Archdeacon Bruce adds later:—

"May 20th, 1893.

"I think I stated the fact that the impression of danger to Mrs. Bruce was only momentary—it passed at once—and it was only when I heard of the accident that I recalled the impression. I did not therefore go home expecting to find that anything had happened. "W. CONYBEARE BRUCE."

Mrs. Bruce writes:—

"The first thought that flashed across me as the accident happened was, 'What will W. say?' My ruling idea then was to get home before my husband, so as to save him alarm."

The Rev. A. T. Fryer, to whom the incident was originally communicated by the percipient, ascertained independently from the Vicar of Ebbw Vale that the date of Archdeacon Bruce's visit to him was April 19th, 1892. It is worth noting that here, as in case 45, an external object appears to have acted as a point de repÈre, and to have thus aided in the development of the transferred idea. Another instance of a telepathic impulse leading to speech is to be found in the Annales des Sciences Psychiques (vol. i. p. 36). The Lady Superior of a convent was moved during the celebration of a service to pray for the safety of the children of a neighbour—a visitor to the convent—who was somewhat startled by the Superior's abrupt action. It subsequently appeared that at about the time of this prayer the two boys were involved in a carriage accident.

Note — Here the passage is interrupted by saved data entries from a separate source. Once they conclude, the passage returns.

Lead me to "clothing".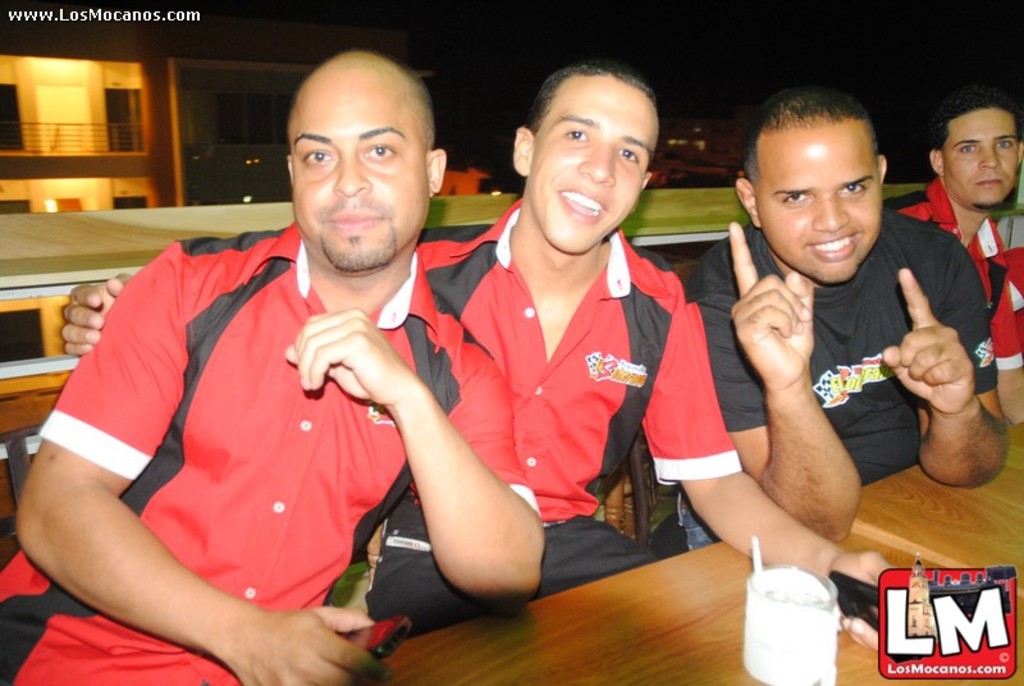
Lead to l=879, t=170, r=1023, b=366.
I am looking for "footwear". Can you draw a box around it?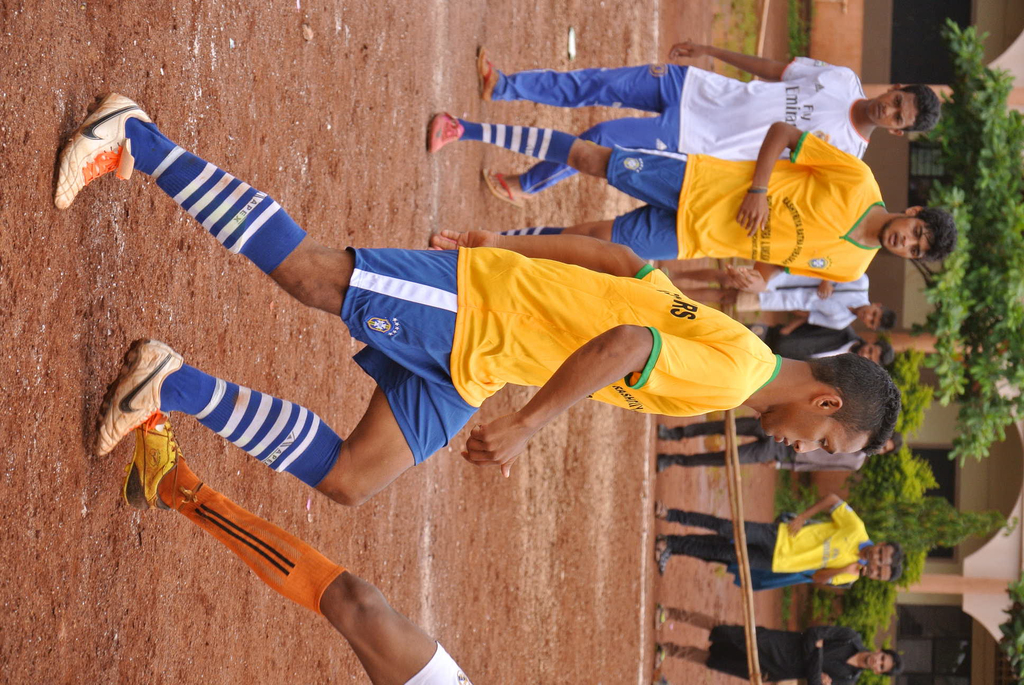
Sure, the bounding box is [left=120, top=409, right=184, bottom=512].
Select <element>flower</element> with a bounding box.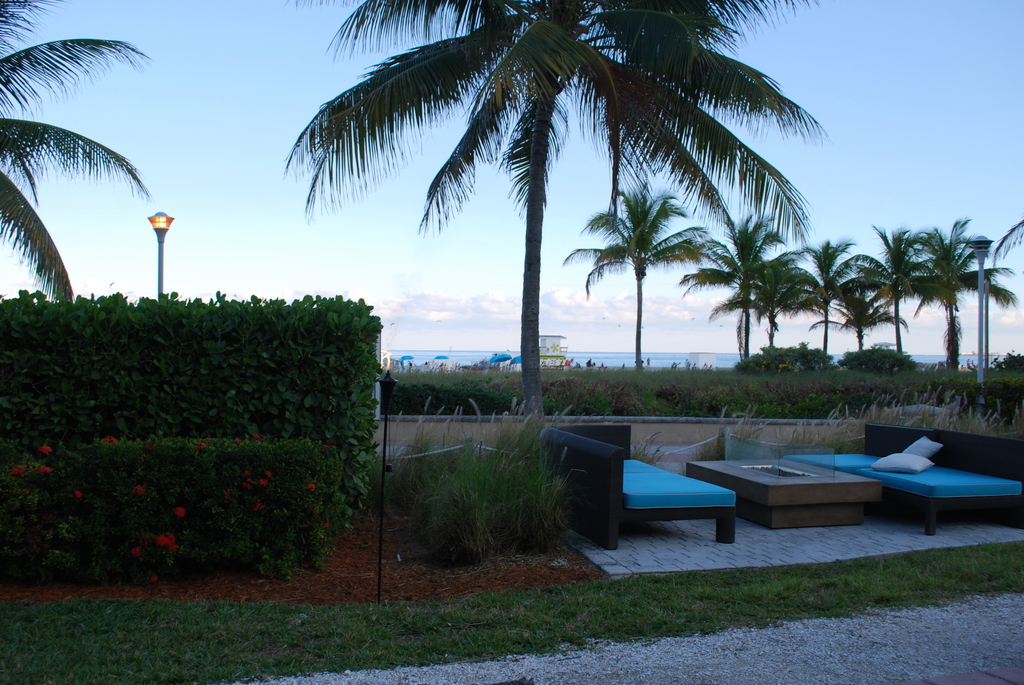
box(104, 436, 119, 443).
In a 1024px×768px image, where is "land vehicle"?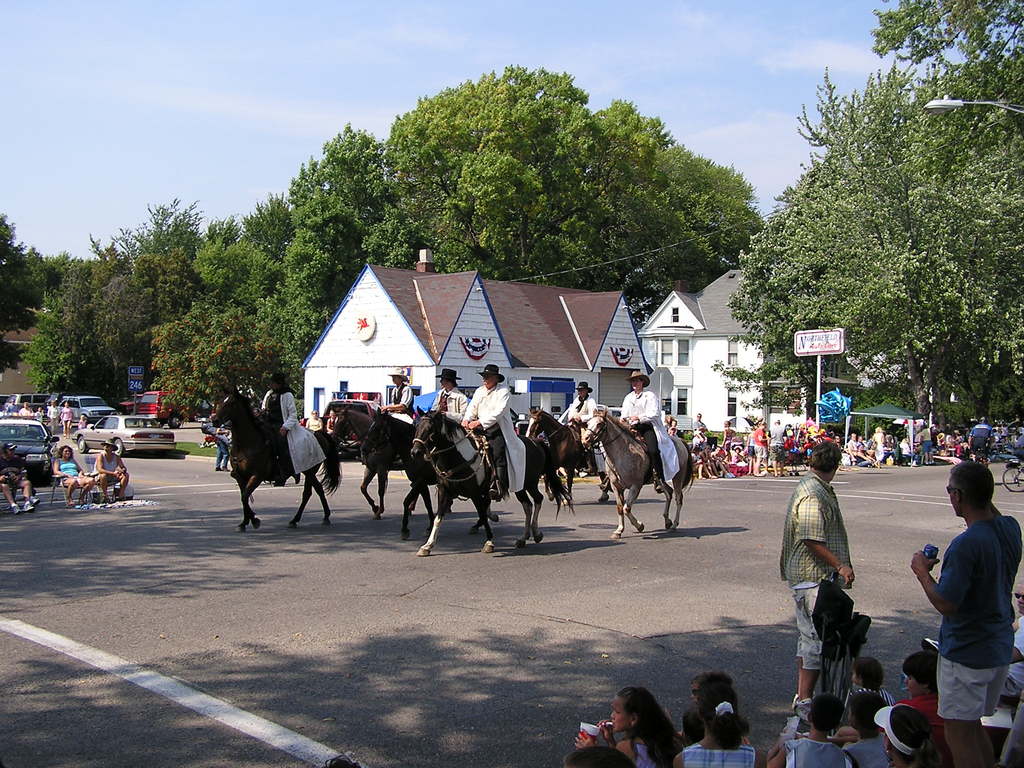
<box>1003,458,1023,492</box>.
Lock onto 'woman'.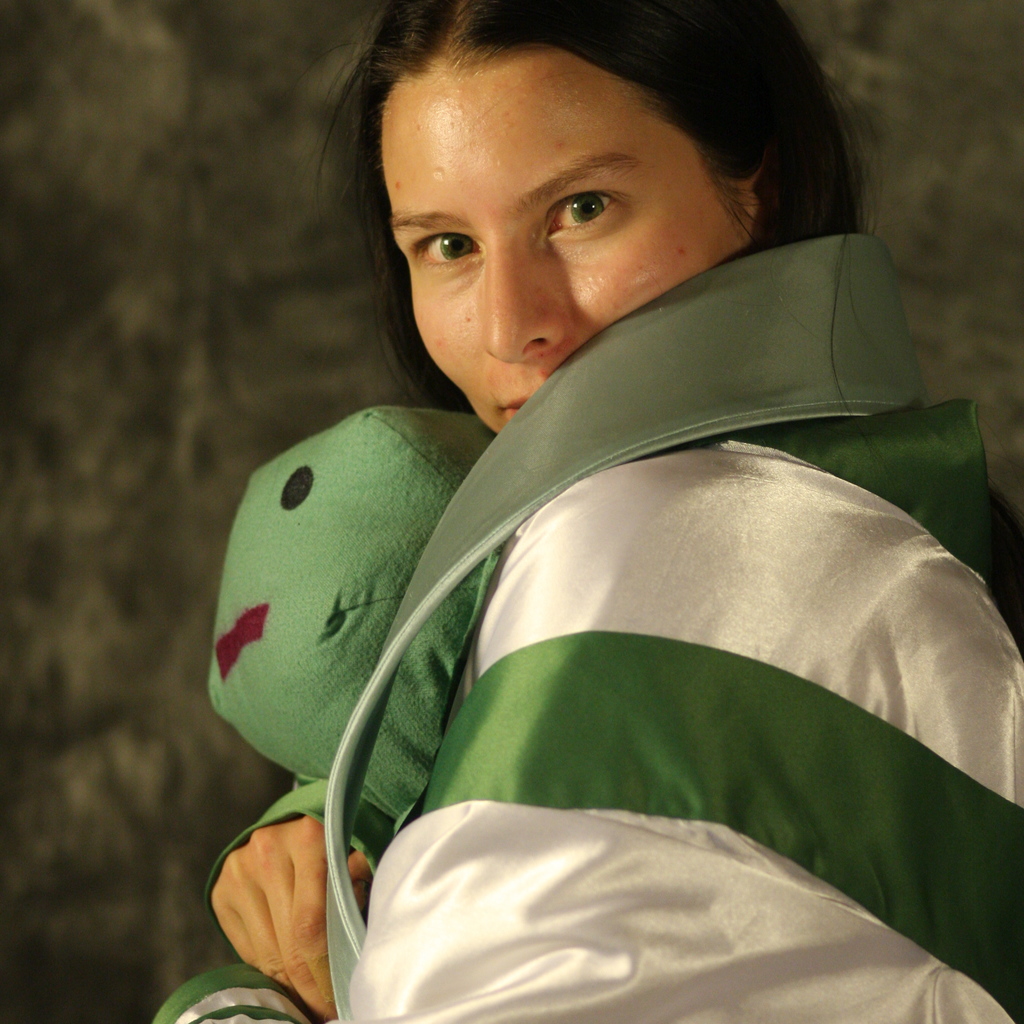
Locked: [left=190, top=10, right=1023, bottom=1009].
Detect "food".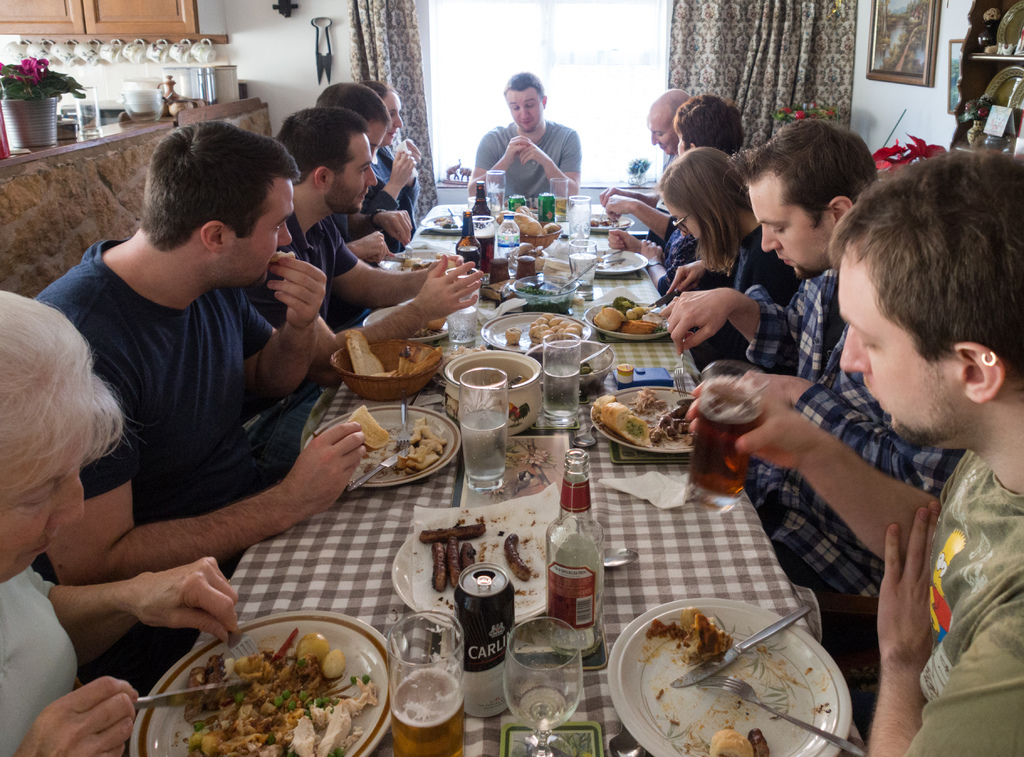
Detected at [634,620,831,747].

The most striking evidence, however, of telepathically induced action is to be found in automatic writing. Some experimental cases of the kind have been quoted in Chapter IV. The spontaneous cases are more numerous. Mr. Myers has recorded several instances in his article on Motor Automatism (Proc. S.P.R., vol. ix. pp. 26 et seq.), and Mr. W. T. Stead has published, in the Review of Reviews and elsewhere, accounts of messages and conversations with friends at a distance written through his hand. Generally speaking, however, where living persons are concerned, it is difficult, without full knowledge of all the circumstances, to feel assured that the facts recorded by this means are not such as might conceivably have been within the knowledge of the writer, or at least within his powers of conjecture. The best evidence, therefore, for spontaneous telepathic automatism is no doubt afforded by those cases in which some altogether unforeseen event, such as the death of the presumed agent, is communicated. Such is the case recorded by M. Aksakof (Psychische Studien, February 1889, quoted in Proc. S.P.R., vol. v. pp. 434, etc.), in which Mademoiselle Emma Stramm, a Swiss governess at Wilna, on the 15th January 1887 wrote particulars of the death on the same day of a former acquaintance of hers, August Duvanel, in Canton Zurich. A similar instance is recorded by Dr. LiÉbeault (Annales des Sciences Psychiques, vol. i. pp. 25, 26). The automatic writer was in this case at Nancy, and the person whose death was announced was a young English lady resident at Coblentz. Dr. LiÉbeault was shown the written message within an hour or two of the sÉance, and some days before news of the death was received. Other cases of the kind are recorded by M. Aksakof and others (Revue Spirite, August 1891, April 1892, etc.).